Game Changer:  U.S. Supreme Court Strikes Down Texas Anti-Abortion Law!

Dear Commons Community.

The Supreme Court today struck as unconstitutional part of a restrictive Texas statute that threatened to close down half of the state’s abortion clinics, deny millions of women the right to a safe abortion.  The ruling in Whole Woman’s Health v. Hellerstedt is being hailed a game changer in women’s rights to an abortion and represents the most significant victory at the high court since the turn of the century. As reported by The Huffington Post:

“The [Roe v. Wade] 1973 decision, refined by a conservative compromise in a 1992 case, established that the Constitution protects a woman’s right to end her pregnancy, but later rulings and conservative lobbying have given states leeway to craft abortion laws and regulations targeting not so much the right but those who facilitate it.

Writing for a 5-3 majority, Justice Stephen Breyer said the two Texas laws at issue in the case are unconstitutional.

“We conclude that neither of these provisions offers medical benefits sufficient to justify the burdens upon access that each imposes,” he wrote. “Each places a substantial obstacle in the path of women seeking a previability abortion, each constitutes an undue burden on abortion access, and each violates the Federal Constitution.”

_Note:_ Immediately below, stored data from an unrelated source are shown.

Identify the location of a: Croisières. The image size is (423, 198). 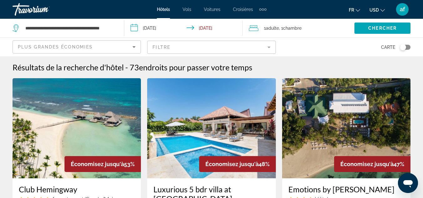
(243, 9).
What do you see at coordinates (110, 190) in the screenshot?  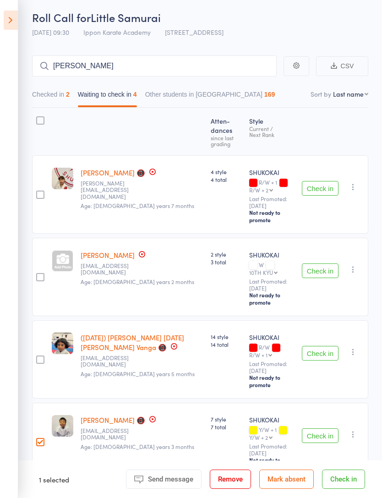 I see `small: miguel.labeikovsky@gmail.com` at bounding box center [110, 190].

When the Supreme Court heard the Whole Woman’s Health case in March, Texas insisted that “abortion is legal and accessible” in the state, but was badgered by the liberal wing of the court, led by Justice Ruth Bader Ginsburg, to explain how its law, the controversial HB 2, protects women’s health — an interest the court has in the past recognized as a valid justification for abortion-related legislation.

Avowing a concern for women’s health, Texas lawmakers passed the sweeping HB 2, which, among other requirements, mandated that abortion clinics undergo costly structural upgrades so as to resemble mini hospitals, and that abortion doctors obtain so-called admitting privileges at nearby hospitals — all in the name of reducing health risks and increasing safety.

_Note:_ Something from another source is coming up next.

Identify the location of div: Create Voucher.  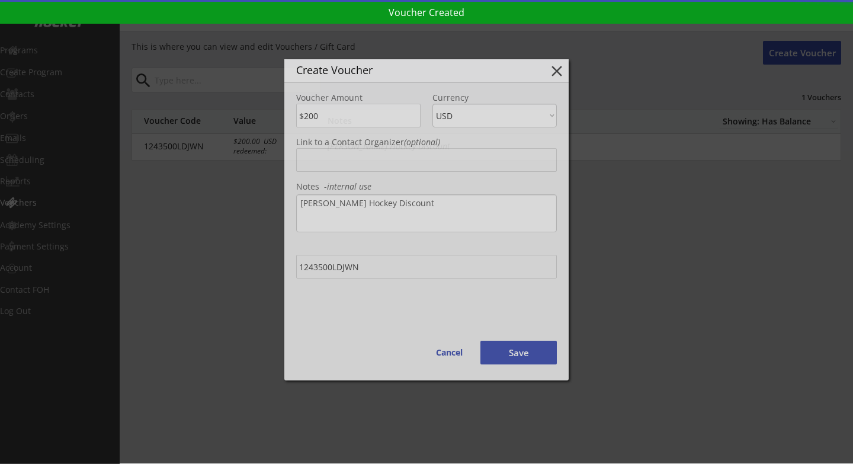
(413, 70).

On the ground, these requirements have turned out to be onerously prohibitive for smaller abortion clinics in Texas, forcing many to close since parts of HB 2 went into effect. Were it not for legal action challenging the two provisions and court intervention along the way, only women living in large metropolitan areas of Texas would have access to safe, legal abortions.

But everyone else — particularly women residing in remote areas, hundreds of miles from the nearest abortion clinic — would have been left in the lurch or forced to travel to neighboring states, such as New Mexico, where abortion access is more readily available.

In deciding the Whole Woman’s Health case, the Supreme Court zeroed in on whether the two contested laws amounted to an “undue burden“ on a woman’s constitutional choice to obtain an abortion — the legal test governing abortion restrictions but one that has failed to dissuade state legislatures, particularly in the South, from enacting end-run measures around it.

Breyer’s majority opinion — for which he was joined by Ginsburg and Justices Anthony Kennedy, Sonia Sotomayor and Elena Kagan — reaffirmed this constitutional standard, including the principle that “unnecessary health regulations that have the purpose or effect of presenting a substantial obstacle to a woman seeking an abortion impose an undue burden on the right” to an abortion. 

As to the admitting privileges provision, Breyer said there was “nothing” in the record of the case to show that the requirement advanced the interest of protecting women’s health, and chided Texas for admitting during oral arguments that it couldn’t find “a single instance” of it even helping “one woman obtain better treatment.”

Thank you, Justice Breyer and your colleagues on the Court!